Tag: child support

father in the grocery store with his daughters

America’s Most Expensive Blind Spot: The $154 Billion Cost of Ignoring Fathers

This report lands because it restores dignity to the fatherhood conversation and refuses to reduce fathers to heroes or hazards. It frames fathers as economic actors, relational anchors, and public health factors. It suggests that improving father involvement is not just about a man “doing right.” It’s about building conditions where doing right is possible, repeatable, and supported.

If America is willing to spend $154.2 billion cleaning up the consequences of instability, America should be willing to spend far less building stability. This frees the fatherhood conversation from ideology and moves it toward stewardship.

a father checks his son's knee for injury on the basketball court

Why Fathers’ Parenting Time Matters: Lessons from the Research

Georgia, like much of the nation, has worked hard to build systems that compel fathers’ financial responsibility. Yet the research keeps telling us what families already know. When courts and agencies help fathers secure safe, structured parenting time, children gain stability, parents reduce conflict, and child support outcomes improve. 

Parenting time is not a sentimental add-on to the “real” work of family court. It is the architecture that holds the whole structure up.

interior of a courtroom viewed from the gallery looking toward the judge's bend

Child Support Without a Villain: Rebuilding the Narrative and the System (Part II)

Reforming the child support system, which affects millions of families across all 50 states and costs billions of dollars annually to administer, is not a matter of political preference. It’s a matter of social responsibility.

Gavel, sound block and little wooden figures of parents and children placed on desk in courthouse up close, judge and scales of justice in background. Featured image for a blog post about child support

The Child Support System Needs a Villain (Part 1)

For any system to present itself as powerful, righteous, or heroic, it must have an opposing threat. For child support, that’s not systemic inequity or structural poverty; it’s fathers cast as deadbeats. As absentees. As villains with faulty moral compasses. And once that narrative is set, everything else follows.

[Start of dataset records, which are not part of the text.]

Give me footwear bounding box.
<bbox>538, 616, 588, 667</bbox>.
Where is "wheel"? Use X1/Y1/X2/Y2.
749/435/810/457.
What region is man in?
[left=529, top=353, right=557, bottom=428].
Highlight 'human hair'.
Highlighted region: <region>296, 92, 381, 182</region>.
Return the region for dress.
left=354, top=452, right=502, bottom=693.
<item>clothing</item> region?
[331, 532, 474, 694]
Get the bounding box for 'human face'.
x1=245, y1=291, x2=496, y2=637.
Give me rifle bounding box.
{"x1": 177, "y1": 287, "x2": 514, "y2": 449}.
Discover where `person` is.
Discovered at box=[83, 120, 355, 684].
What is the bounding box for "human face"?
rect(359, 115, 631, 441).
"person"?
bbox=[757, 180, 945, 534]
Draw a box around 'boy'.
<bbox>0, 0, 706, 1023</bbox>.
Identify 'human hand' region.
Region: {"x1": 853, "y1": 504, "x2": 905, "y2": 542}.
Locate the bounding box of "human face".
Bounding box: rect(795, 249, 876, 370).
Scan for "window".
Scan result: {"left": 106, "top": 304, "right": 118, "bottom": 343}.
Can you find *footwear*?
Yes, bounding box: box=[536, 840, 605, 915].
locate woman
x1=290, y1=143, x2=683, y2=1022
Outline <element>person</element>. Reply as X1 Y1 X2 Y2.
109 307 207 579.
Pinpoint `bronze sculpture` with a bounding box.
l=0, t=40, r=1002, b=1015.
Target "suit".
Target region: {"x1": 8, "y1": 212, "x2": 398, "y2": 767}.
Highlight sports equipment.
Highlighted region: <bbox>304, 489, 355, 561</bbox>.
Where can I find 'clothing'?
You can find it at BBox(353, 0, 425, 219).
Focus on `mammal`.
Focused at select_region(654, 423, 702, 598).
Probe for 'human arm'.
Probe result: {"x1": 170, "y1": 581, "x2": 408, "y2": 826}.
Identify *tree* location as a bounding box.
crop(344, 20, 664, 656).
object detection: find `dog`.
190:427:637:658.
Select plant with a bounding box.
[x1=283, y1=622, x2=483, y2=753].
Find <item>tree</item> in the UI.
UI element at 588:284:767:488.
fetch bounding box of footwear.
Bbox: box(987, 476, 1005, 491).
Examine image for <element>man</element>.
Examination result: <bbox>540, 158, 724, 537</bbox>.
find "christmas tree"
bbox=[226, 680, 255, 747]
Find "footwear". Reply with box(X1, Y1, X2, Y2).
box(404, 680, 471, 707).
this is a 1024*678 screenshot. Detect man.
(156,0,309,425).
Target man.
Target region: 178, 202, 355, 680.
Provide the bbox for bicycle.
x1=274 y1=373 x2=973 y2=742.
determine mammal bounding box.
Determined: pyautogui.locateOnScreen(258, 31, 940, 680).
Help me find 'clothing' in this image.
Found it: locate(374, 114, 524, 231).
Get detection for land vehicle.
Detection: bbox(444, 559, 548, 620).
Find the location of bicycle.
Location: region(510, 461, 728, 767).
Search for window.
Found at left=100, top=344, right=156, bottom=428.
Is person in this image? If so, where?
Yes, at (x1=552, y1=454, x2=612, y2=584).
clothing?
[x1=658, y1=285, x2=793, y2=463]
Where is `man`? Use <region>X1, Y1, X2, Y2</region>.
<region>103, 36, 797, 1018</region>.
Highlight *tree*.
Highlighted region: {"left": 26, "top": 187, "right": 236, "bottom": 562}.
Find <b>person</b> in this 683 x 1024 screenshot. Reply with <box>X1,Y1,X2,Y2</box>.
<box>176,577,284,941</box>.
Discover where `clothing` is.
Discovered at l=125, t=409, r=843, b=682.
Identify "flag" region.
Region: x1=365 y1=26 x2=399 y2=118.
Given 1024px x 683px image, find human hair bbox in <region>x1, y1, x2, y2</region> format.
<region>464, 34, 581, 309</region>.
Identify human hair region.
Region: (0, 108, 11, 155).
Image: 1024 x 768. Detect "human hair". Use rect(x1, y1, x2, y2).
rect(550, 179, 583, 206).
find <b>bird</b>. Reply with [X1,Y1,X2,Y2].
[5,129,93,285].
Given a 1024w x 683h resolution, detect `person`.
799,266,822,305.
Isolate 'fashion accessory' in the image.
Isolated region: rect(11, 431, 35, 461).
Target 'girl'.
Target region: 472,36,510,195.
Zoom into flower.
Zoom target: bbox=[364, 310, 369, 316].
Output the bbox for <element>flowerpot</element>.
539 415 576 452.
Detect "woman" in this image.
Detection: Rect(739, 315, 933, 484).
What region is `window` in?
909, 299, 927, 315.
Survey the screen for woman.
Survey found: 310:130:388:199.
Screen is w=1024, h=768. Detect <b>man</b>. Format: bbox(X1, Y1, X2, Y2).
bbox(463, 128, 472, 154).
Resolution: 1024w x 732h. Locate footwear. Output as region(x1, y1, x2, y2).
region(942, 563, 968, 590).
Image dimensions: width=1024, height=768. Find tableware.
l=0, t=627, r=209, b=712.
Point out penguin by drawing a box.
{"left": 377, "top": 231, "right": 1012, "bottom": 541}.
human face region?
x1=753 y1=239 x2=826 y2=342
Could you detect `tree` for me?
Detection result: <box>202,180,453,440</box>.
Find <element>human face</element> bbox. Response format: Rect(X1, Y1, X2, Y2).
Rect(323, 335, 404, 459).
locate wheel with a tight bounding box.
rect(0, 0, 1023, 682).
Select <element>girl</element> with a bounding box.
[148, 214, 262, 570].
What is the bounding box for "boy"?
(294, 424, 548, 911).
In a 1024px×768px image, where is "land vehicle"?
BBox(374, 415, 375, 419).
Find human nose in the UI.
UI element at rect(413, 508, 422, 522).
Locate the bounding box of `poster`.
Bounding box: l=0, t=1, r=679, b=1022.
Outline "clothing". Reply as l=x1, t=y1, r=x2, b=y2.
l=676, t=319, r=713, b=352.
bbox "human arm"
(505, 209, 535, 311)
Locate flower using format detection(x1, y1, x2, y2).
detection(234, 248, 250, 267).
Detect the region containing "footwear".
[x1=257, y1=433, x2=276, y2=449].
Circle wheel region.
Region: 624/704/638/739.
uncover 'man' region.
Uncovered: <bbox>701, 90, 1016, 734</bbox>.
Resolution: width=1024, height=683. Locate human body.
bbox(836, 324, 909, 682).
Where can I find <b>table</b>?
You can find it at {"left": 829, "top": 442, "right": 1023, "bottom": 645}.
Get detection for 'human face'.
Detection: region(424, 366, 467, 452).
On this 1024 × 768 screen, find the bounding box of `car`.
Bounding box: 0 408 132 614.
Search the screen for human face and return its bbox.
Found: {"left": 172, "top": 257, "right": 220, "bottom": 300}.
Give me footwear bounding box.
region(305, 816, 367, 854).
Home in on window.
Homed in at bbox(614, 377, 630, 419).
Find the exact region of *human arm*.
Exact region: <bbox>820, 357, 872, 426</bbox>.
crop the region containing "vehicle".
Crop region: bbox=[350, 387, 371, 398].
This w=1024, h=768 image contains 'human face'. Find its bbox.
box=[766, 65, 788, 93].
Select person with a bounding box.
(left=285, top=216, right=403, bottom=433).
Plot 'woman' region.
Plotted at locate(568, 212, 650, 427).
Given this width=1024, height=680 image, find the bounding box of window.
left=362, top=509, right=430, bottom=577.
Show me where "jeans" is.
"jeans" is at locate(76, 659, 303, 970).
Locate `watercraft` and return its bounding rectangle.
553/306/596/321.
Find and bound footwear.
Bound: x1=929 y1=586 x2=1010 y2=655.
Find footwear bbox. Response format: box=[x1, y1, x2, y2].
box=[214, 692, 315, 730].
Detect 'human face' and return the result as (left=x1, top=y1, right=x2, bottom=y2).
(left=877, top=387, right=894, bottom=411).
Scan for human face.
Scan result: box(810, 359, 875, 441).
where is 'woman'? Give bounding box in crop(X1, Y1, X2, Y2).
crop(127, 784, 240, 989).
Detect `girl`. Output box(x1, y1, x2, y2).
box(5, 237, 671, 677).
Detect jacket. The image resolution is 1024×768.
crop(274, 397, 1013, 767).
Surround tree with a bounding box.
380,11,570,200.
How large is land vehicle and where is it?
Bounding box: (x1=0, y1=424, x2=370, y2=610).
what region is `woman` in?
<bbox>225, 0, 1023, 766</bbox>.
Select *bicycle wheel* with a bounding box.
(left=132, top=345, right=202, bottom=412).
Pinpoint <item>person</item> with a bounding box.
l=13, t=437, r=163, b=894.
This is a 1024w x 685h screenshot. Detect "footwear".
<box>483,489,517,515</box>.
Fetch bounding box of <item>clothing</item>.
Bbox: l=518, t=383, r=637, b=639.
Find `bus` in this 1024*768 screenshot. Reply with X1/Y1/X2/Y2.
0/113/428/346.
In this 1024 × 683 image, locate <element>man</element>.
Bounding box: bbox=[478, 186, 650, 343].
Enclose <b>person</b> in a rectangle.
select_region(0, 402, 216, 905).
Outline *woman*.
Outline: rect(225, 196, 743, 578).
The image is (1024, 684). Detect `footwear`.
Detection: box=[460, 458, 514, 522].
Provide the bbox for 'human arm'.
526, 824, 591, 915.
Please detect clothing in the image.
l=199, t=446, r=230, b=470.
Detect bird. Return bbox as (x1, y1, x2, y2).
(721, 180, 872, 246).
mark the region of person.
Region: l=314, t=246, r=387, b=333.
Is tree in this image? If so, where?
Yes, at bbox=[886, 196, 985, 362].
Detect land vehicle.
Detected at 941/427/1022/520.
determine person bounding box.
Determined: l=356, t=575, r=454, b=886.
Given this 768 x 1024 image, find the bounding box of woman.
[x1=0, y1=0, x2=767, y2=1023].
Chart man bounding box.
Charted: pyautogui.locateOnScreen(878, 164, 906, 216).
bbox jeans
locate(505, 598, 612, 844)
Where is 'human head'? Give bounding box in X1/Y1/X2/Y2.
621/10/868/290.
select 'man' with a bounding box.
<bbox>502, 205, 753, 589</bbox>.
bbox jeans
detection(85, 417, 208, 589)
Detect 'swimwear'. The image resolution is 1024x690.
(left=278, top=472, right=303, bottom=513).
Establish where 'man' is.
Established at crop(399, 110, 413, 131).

family court, legitimation, georgia, fatherhood

The Maze of Fatherhood: Why Georgia Must Reform Legitimation Now

In Georgia, a child born to unmarried parents is not automatically granted the legal right to both parents. While this may come as a surprise to many, to the thousands of fathers served by Fathers Incorporated, it’s a harsh and often heartbreaking reality.

Top 5 Emerging Fatherhood Topics: Charting a New Course for Fathers Everywhere

In this blog, we explore five emerging fatherhood topics we’re watching now — Child Support, Maternal Health Care Advocacy, Housing, Economic Sustainability, and Dads as Doulas — and discuss why these issues are vital, what actions are needed, and how FI is driving change in each area.

What the Child Support Rule Change Means for Fathers and the Work of Fathers Incorporated

The Office of Child Support Services (OCSS) has made a groundbreaking decision to allow Federal Financial Participation (FFP) under Title IV-D of the Social Security Act to fund employment and training services for noncustodial parents. This shift represents an innovative approach to solving long-standing challenges in child support compliance, focusing on empowering noncustodial parents through employment opportunities and supportive services.